Sports Illustrated's website has had some articles up this week about Michael Jordan's attempt at playing baseball 15 years ago. I'm guessing this is related to his induction to the Basketball Hall of Fame.
It sort of strikes me as funny how down on Jordan's attempted sport switch the writers seem to be, how disappointed they were (or are) with how it went, him stuck playing Double A ball, hitting about .200, and striking out almost once per game. OK, those are pretty weak stats, no doubt, but consider the circumstances. This is a guy who hasn't played baseball frequently since his early teens, who is now in his late 30s, who trained his body towards one specific set of skills for the last half-decade, now trying to switch gears completely and compete against people that having been working to excel in this sport for as long as he had been working on that other sport. Hell, I'm impressed he did as well as he did. It would be like me trying to join a top-flight collegiate basketball program right now, except I'd fare considerably worse, I think.
I guess people figured since he was MICHAEL JORDAN at basketball, he could also be MICHAEL JORDAN at baseball. Except for that to be the case, he'd have needed to play like Willie Mays, or Musial, or someone along those lines. And that's just kind of ludicrous you know? I guess if you see a guy do what seems like the impossible (athletically speaking), you start to think he can do that regardless of the situation.
The other part of the whole "Jordan plays baseball" thing is something I find terribly amusing. That's the speculation that his time playing baseball was part of some clandestine suspension handed down by David Stern, due to Jordan's tendency to gamble. So Stern basically told the biggest marketing draw his league had to get lost for until he got the gambling jones under control*. I know people like to act as though Stern is freaking Stalin reincarnated, laying down the law and crushing all resistance, but I've always found that a bit hard to swallow. That doesn't mean it's not true, it just means I don't think it is. Everybody knows Stern was too busy arranging the playoff referee rotations to ensure the appropriate teams won**.
* Which apparently didn't work, since MJ seems to still enjoying placing bets on his golf game. I guess money would have to be involved to make golf interesting.
** Though why the hell he couldn't have used that power to spare us some of those Knicks-Heta series in the '90s I don't know. All those 73-70 games nearly killed my interest in watching basketball.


▶ **Work request**
In the data below, find the line containing "Detect and localize"; transcribe it and each line after it exactly, through the last, skipping pictures.

▶ **Provided data**
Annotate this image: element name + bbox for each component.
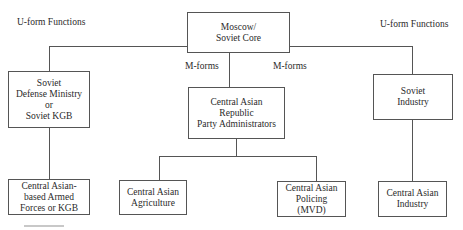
cropped-caption-fragment — [24, 225, 64, 227]
node-line: Industry — [397, 199, 429, 210]
node-line: Policing — [296, 194, 328, 205]
node-line: Central Asian — [211, 97, 263, 108]
connector-to-defense — [49, 46, 50, 72]
connector-moscow-to-republic — [229, 52, 230, 87]
uform-functions-right-label: U-form Functions — [380, 19, 448, 30]
node-line: Republic — [219, 108, 253, 119]
node-central-asian-republic-party: Central Asian Republic Party Administrat… — [188, 87, 285, 139]
node-central-asian-policing: Central Asian Policing (MVD) — [277, 181, 346, 217]
node-line: based Armed — [24, 192, 74, 203]
node-line: Party Administrators — [197, 119, 276, 130]
connector-to-industry — [412, 46, 413, 74]
node-soviet-industry: Soviet Industry — [373, 74, 453, 120]
connector-defense-to-armed — [49, 127, 50, 179]
node-line: or — [45, 100, 53, 111]
connector-republic-down — [236, 138, 237, 157]
node-central-asian-industry: Central Asian Industry — [378, 181, 447, 217]
node-line: Soviet KGB — [26, 111, 73, 122]
node-line: Defense Ministry — [16, 89, 82, 100]
node-moscow-soviet-core: Moscow/ Soviet Core — [187, 12, 290, 53]
node-line: Soviet — [37, 78, 61, 89]
node-central-asian-agriculture: Central Asian Agriculture — [119, 180, 187, 215]
node-line: Central Asian — [286, 183, 338, 194]
node-line: (MVD) — [297, 205, 326, 216]
mforms-left-label: M-forms — [185, 61, 219, 72]
node-line: Agriculture — [131, 198, 175, 209]
node-central-asian-armed-forces: Central Asian- based Armed Forces or KGB — [8, 179, 90, 215]
node-line: Moscow/ — [221, 22, 256, 33]
node-line: Central Asian — [127, 187, 179, 198]
node-line: Soviet — [401, 86, 425, 97]
node-line: Central Asian- — [21, 181, 76, 192]
node-line: Forces or KGB — [20, 203, 78, 214]
connector-industry-to-ca-industry — [412, 119, 413, 182]
mforms-right-label: M-forms — [273, 61, 307, 72]
connector-to-agriculture — [159, 156, 160, 180]
node-soviet-defense-ministry: Soviet Defense Ministry or Soviet KGB — [8, 71, 90, 128]
connector-bottom-horizontal — [159, 156, 317, 157]
uform-functions-left-label: U-form Functions — [17, 17, 85, 28]
node-line: Central Asian — [387, 188, 439, 199]
connector-to-policing — [316, 156, 317, 182]
node-line: Soviet Core — [216, 33, 261, 44]
node-line: Industry — [397, 97, 429, 108]
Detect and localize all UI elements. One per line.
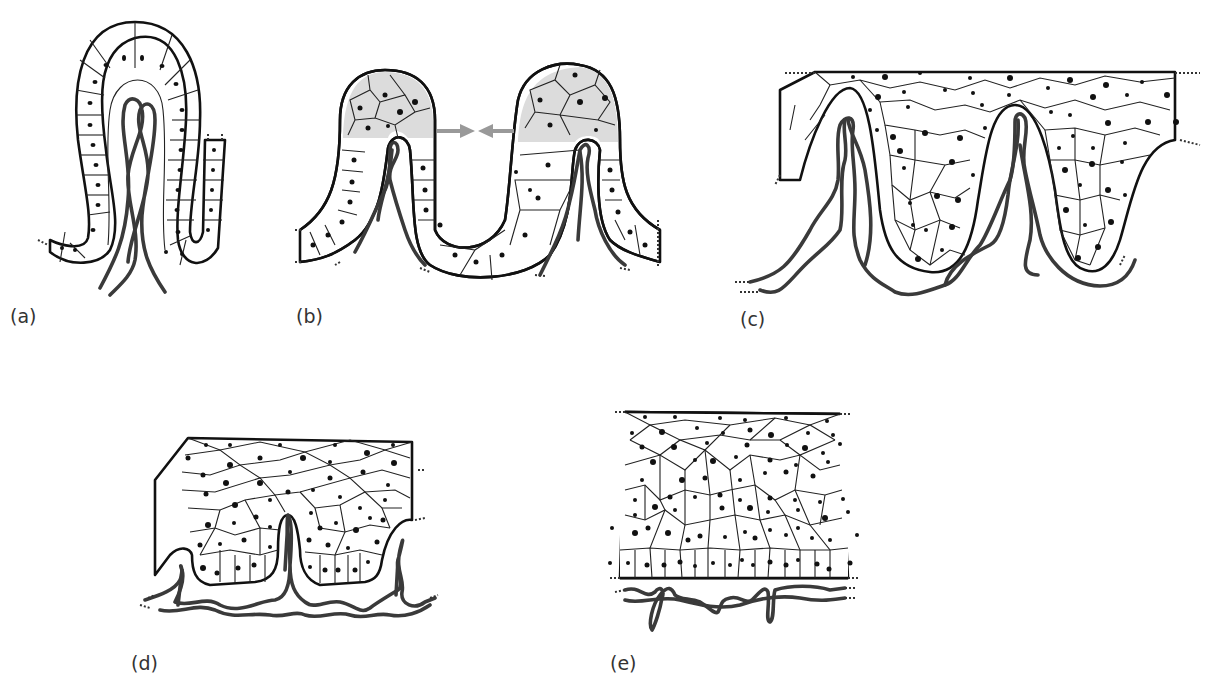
panel-c-drawing	[720, 60, 1220, 360]
panel-d: (d)	[120, 420, 460, 700]
converging-arrows	[437, 124, 514, 138]
panel-d-drawing	[120, 420, 460, 700]
panel-b-drawing	[280, 40, 680, 340]
panel-c: (c)	[720, 60, 1220, 360]
panel-c-label: (c)	[740, 308, 765, 330]
panel-e-label: (e)	[610, 652, 637, 674]
panel-a: (a)	[0, 0, 260, 340]
panel-a-label: (a)	[10, 305, 36, 327]
panel-a-drawing	[0, 0, 260, 340]
capillary-plexus	[625, 586, 845, 630]
arrow-left-head-icon	[478, 124, 493, 138]
panel-b: (b)	[280, 40, 680, 340]
panel-e: (e)	[590, 400, 870, 700]
arrow-right-head-icon	[460, 124, 475, 138]
panel-b-label: (b)	[296, 305, 323, 327]
panel-d-label: (d)	[131, 652, 158, 674]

▶ **Result of the task**
Detect and localize all UI elements. One per line.
panel-c-drawing	[720, 60, 1220, 360]
panel-d: (d)	[120, 420, 460, 700]
converging-arrows	[437, 124, 514, 138]
panel-d-drawing	[120, 420, 460, 700]
panel-b-drawing	[280, 40, 680, 340]
panel-c: (c)	[720, 60, 1220, 360]
panel-c-label: (c)	[740, 308, 765, 330]
panel-e-label: (e)	[610, 652, 637, 674]
panel-a: (a)	[0, 0, 260, 340]
panel-a-label: (a)	[10, 305, 36, 327]
panel-a-drawing	[0, 0, 260, 340]
capillary-plexus	[625, 586, 845, 630]
arrow-left-head-icon	[478, 124, 493, 138]
panel-b: (b)	[280, 40, 680, 340]
panel-e: (e)	[590, 400, 870, 700]
arrow-right-head-icon	[460, 124, 475, 138]
panel-b-label: (b)	[296, 305, 323, 327]
panel-d-label: (d)	[131, 652, 158, 674]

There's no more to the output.